The Random Comic Strip

The Random Comic Strip

Words to live by...

"How beautiful it is to do nothing, and to rest afterward."

[Spanish Proverb]

Ius luxuriae publice datum est

(The right to looseness has been officially given)

"Everyone carries a part of society on his shoulders," wrote Ludwig von Mises, "no one is relieved of his share of responsibility by others. And no one can find a safe way for himself if society is sweeping towards destruction. Therefore everyone, in his own interest, must thrust himself vigorously into the intellectual battle."

Apparently, the crossword puzzle that disappeared from the blog, came back.


Tuesday, July 15, 2014

Thoughts On The Civil War


Forget, for the moment, that the term "civil war" is an oxymoron and let's think about the war itself.

I came across an op-ed piece in the Washington Post a few days ago that triggered some pondering. I have pondered the Civil War many times over the years... as I am sure many others have. My perspective is influenced, I think, by having lived in both the North and the South.

That bi-polar experience has taught me that many of the differences the war was fought over weren't all that real. Oh sure, the northern states had all outlawed slavery but that was not the sole issue upon which the war was fought. I have come to believe the war was really fought over the concept of a unified nation; slavery was just something to use as a recruitment tool, you might say; a cause to fight for.

When my family moved to Florida, I thought the issue that triggered the war was slavery. That was what I had been taught. But seeing the virulent racism around me in Florida changed me. The de jure segregation I saw reminded me that there was de facto segregation in my home state. The only real difference was that, in the southern states, it was written down. In the northern states, it was just assumed.

The nation, as a whole, embraced slavery at its beginnings. Slavery was legal in most of the newly formed states. Let me quote from Wikipedia:

"During and after the American Revolutionary War, between 1777 and 1804, anti-slavery laws or constitutions were passed in every state north of the Ohio River and the Mason-Dixon Line. By 1810, 75 percent of all African Americans in the North were free. By 1840, virtually all African Americans in the North were free." (emphasis mine)

Much of the impetus behind anti-slavery laws was economic-driven. That is, as the northern states turned away from an agrarian culture, the need to employ slaves waned. The southern states retained an agrarian culture and, therefore, thought they needed slavery to prosper.

I have come to believe that our Civil War was really fought over the concept of union as a nation; a concept that said the states were merely a part of a nation, not nations in and of themselves. In the early years of the country, people tended to think of themselves in terms of the state they lived in (and, most likely, born in); they were Kentuckians, Tennesseans, Ohioans, New Yorkers, and so on. As the northern states evolved into less agrarian cultures and more urban, they began to see themselves as more enlightened, more advanced. They began to look down on those who had stayed agrarian. This doesn't breed amity but does breed enmity.

I think civil war was inevitable as a part of our evolution.  Not because of the rightness of the anti-slavery movement but because we had regions that were diverse and because of our self-images as members, citizens, of sovereign states. We needed to resolve that issue and war was bound to be the method, as it so often is.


What is expected:
Whenever a line in the data below includes the string "histogram", copy it out.

(Beginning of Data provided)

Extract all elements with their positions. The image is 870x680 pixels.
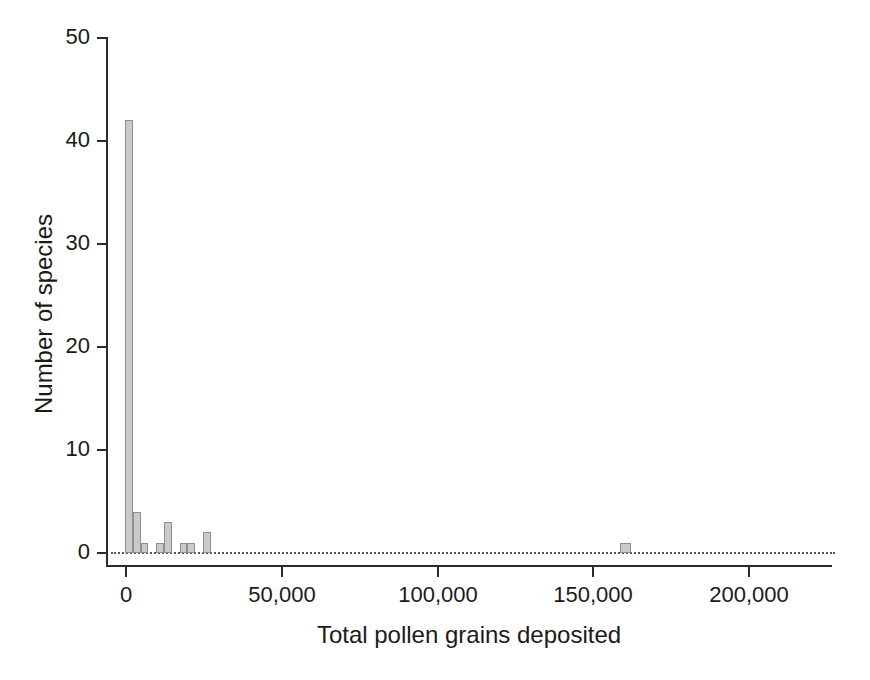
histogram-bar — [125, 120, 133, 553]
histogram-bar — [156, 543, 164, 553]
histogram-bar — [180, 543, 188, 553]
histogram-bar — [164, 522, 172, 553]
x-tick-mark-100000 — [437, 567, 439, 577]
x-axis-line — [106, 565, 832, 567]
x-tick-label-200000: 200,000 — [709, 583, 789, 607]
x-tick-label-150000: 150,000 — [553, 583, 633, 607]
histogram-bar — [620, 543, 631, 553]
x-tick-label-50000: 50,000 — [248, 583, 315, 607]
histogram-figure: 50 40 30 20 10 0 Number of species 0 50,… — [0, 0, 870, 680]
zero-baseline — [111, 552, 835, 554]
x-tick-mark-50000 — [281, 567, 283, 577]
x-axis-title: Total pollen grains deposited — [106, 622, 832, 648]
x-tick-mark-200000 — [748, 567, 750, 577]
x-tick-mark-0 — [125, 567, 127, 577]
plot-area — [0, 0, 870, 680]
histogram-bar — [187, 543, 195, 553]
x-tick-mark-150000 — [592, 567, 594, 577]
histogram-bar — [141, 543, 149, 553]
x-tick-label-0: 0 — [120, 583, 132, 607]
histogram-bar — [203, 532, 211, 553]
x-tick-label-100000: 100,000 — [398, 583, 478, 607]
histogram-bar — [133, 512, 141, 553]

(End of Data provided)

Answer to this exercise:
histogram-bar — [125, 120, 133, 553]
histogram-bar — [156, 543, 164, 553]
histogram-bar — [180, 543, 188, 553]
histogram-bar — [164, 522, 172, 553]
histogram-bar — [620, 543, 631, 553]
histogram-figure: 50 40 30 20 10 0 Number of species 0 50,… — [0, 0, 870, 680]
histogram-bar — [187, 543, 195, 553]
histogram-bar — [141, 543, 149, 553]
histogram-bar — [203, 532, 211, 553]
histogram-bar — [133, 512, 141, 553]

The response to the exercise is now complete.